No, it is not the birthday of the oldest woman in the world, but the anniversary of the birth of Eunice Newton Foote, the scientist who first understood the role of carbon dioxide as one of the factors causing the warming of the earth's atmosphere. Born 200 years ago in Connecticut, USA, she is remembered not only for her seminal contribution to climatology but also for her activism in favour of women's rights. The scientist's story is a sadly clear example of the low regard the scientific world of the time had for female scholars. Her discovery, in fact, was not taken into account by the academic world and was only recognised many years after her death. A sad story reminiscent of those of other female scientists, such as Rosalind Franklin who contributed to the discovery of the structure of DNA without anyone giving her credit.
How did Newton Foote clarify the role of CO2 in the atmosphere? The scientist prepared some glass bottles that she emptied with a vacuum pump. She put several gases inside, one per bottle, and placed the containers in the sun to measure their temperature. She discovered that the bottles filled with carbon dioxide heated up faster than the others and retained heat for a while even after she had taken them out of the sun. Basically, she had built small greenhouses where the gas caused the temperature to rise. And 'greenhouse effect' is the name of the phenomenon, a definition with which we are unfortunately familiar, especially in these scorchingly hot days: during the first week of July 2023, the average temperature of the planet exceeded 17 degrees Celsius and was the highest ever.
A greenhouse is a closed, controlled environment where plants grow at constant temperature and humidity. It is a method of cultivation that cancels the effects of the seasons because the weather inside the greenhouse is always fine. The system works because of the transparent glass or plastic roof and walls that trap the heat of the sun inside the greenhouse. The greenhouse effect does something similar: greenhouse gases trap some of the sun's energy in the atmosphere and warm the planet.
Carbon dioxide is the gas that contributes most to the greenhouse effect (60%), followed by methane (20%), ozone (15%), nitrogen oxides (10%) and chlorofluorocarbons (5%). While excess carbon dioxide comes from the combustion of fossil fuels, ozone, methane and nitrogen oxides are largely of natural origin. Chlorofluorocarbons are man-made; they are gases once used in refrigerators and aerosol sprays and, given that they caused the notorious hole in the ozone layer, they were banned in 1990, but they are resistant gases and those still in circulation continue to cause damage.

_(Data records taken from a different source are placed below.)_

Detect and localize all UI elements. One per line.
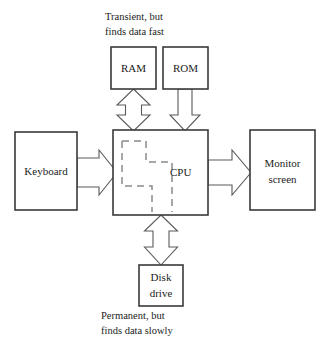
cpu-box-label: CPU — [170, 166, 191, 178]
ram-cpu-bidirectional-arrow — [117, 89, 150, 131]
rom-cpu-down-arrow — [170, 89, 200, 131]
bottom-caption: Permanent, but finds data slowly — [101, 310, 173, 336]
box-monitor[interactable]: Monitor screen — [250, 130, 315, 210]
ram-box-label: RAM — [121, 62, 146, 74]
computer-system-diagram: Transient, but finds data fast RAM ROM — [0, 0, 330, 348]
box-keyboard[interactable]: Keyboard — [15, 132, 77, 210]
keyboard-box-label: Keyboard — [24, 165, 68, 177]
monitor-box-label-line-2: screen — [268, 173, 297, 185]
bottom-caption-line-1: Permanent, but — [101, 310, 165, 321]
cpu-box-rect — [113, 130, 208, 215]
box-rom[interactable]: ROM — [163, 47, 208, 89]
monitor-box-label-line-1: Monitor — [264, 157, 300, 169]
top-caption-line-2: finds data fast — [105, 26, 164, 37]
box-cpu[interactable]: CPU — [113, 130, 208, 215]
box-disk-drive[interactable]: Disk drive — [139, 265, 183, 306]
top-caption-line-1: Transient, but — [105, 11, 163, 22]
rom-box-label: ROM — [173, 62, 198, 74]
box-ram[interactable]: RAM — [111, 47, 156, 89]
diagram-canvas: Transient, but finds data fast RAM ROM — [0, 0, 330, 348]
cpu-disk-bidirectional-arrow — [145, 215, 178, 265]
cpu-monitor-right-arrow — [208, 150, 251, 195]
top-caption: Transient, but finds data fast — [105, 11, 164, 37]
disk-drive-box-label-line-2: drive — [150, 287, 173, 299]
bottom-caption-line-2: finds data slowly — [101, 325, 173, 336]
disk-drive-box-label-line-1: Disk — [151, 271, 172, 283]
keyboard-cpu-right-arrow — [77, 150, 117, 195]
monitor-box-rect — [250, 130, 315, 210]
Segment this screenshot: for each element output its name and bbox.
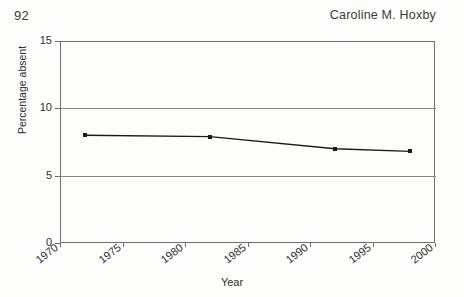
y-axis-title: Percentage absent: [16, 10, 28, 170]
y-tick-label-5: 5: [12, 170, 52, 181]
x-tick-mark-1985: [248, 243, 249, 247]
y-tick-label-10: 10: [12, 102, 52, 113]
y-tick-label-15: 15: [12, 35, 52, 46]
x-tick-label-1990: 1990: [284, 242, 310, 266]
plot-area-frame: [60, 41, 435, 243]
x-tick-mark-1970: [60, 243, 61, 247]
x-tick-label-1980: 1980: [159, 242, 185, 266]
x-tick-label-2000: 2000: [409, 242, 435, 266]
x-tick-label-1975: 1975: [97, 242, 123, 266]
x-tick-label-1985: 1985: [222, 242, 248, 266]
x-tick-mark-2000: [435, 243, 436, 247]
x-tick-label-1995: 1995: [347, 242, 373, 266]
x-tick-mark-1995: [373, 243, 374, 247]
x-tick-mark-1980: [185, 243, 186, 247]
data-point-marker: [83, 133, 87, 137]
x-axis-title: Year: [0, 276, 464, 288]
gridline-y-10: [61, 108, 436, 109]
gridline-y-5: [61, 176, 436, 177]
data-point-marker: [333, 147, 337, 151]
data-point-marker: [208, 135, 212, 139]
line-chart-figure: Percentage absent 051015 197019751980198…: [0, 0, 464, 297]
data-point-marker: [408, 149, 412, 153]
x-tick-mark-1975: [123, 243, 124, 247]
x-tick-mark-1990: [310, 243, 311, 247]
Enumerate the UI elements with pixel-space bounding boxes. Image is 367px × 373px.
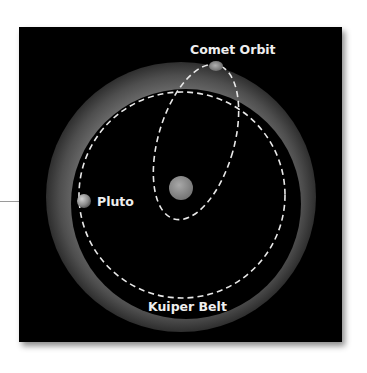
comet-orbit-label: Comet Orbit bbox=[190, 42, 276, 57]
sun-icon bbox=[169, 176, 193, 200]
comet-icon bbox=[209, 61, 223, 71]
kuiper-belt-diagram: Comet Orbit Pluto Kuiper Belt bbox=[0, 0, 367, 373]
kuiper-belt-label: Kuiper Belt bbox=[148, 299, 227, 314]
pluto-icon bbox=[77, 194, 91, 208]
pluto-label: Pluto bbox=[97, 194, 134, 209]
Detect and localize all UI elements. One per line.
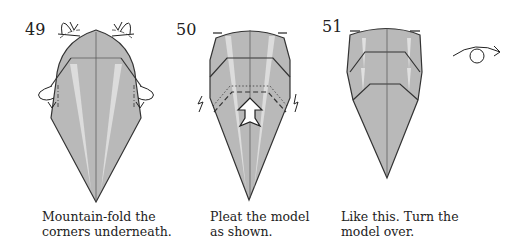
caption-line-1: Like this. Turn the (341, 209, 459, 224)
step-49-model (51, 30, 141, 202)
step-51-caption: Like this. Turn the model over. (341, 209, 459, 239)
turn-over-icon (453, 46, 500, 63)
pleat-zigzag-right-icon (294, 94, 298, 112)
caption-line-1: Mountain-fold the (42, 209, 172, 224)
step-number-51: 51 (322, 17, 342, 36)
step-number-50: 50 (176, 20, 196, 39)
caption-line-2: corners underneath. (42, 224, 172, 239)
step-50-caption: Pleat the model as shown. (210, 209, 309, 239)
step-49-caption: Mountain-fold the corners underneath. (42, 209, 172, 239)
caption-line-2: as shown. (210, 224, 309, 239)
step-number-49: 49 (25, 20, 45, 39)
pleat-zigzag-left-icon (198, 96, 203, 112)
caption-line-2: model over. (341, 224, 459, 239)
step-51-model (347, 28, 422, 178)
caption-line-1: Pleat the model (210, 209, 309, 224)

The greenhouse effect is a good thing because it warms the planet and makes life on Earth possible. Without the greenhouse effect, the average temperature of our planet would be -19 C°.
Due to the greenhouse effect, the average temperature of the planet has risen by over one degree Celsius during the last century. It may seem to be just another negligible figure but it is very close to the safety threshold of 1.5°C indicated during COP21 in 2015 and written into the Paris Climate Agreement. The climate is a very delicate mechanism that depends on numerous cogs: changing any one of them could have unpredictable consequences. Some consequences, however, are already clear. Eunice Newton Foote had already realised this.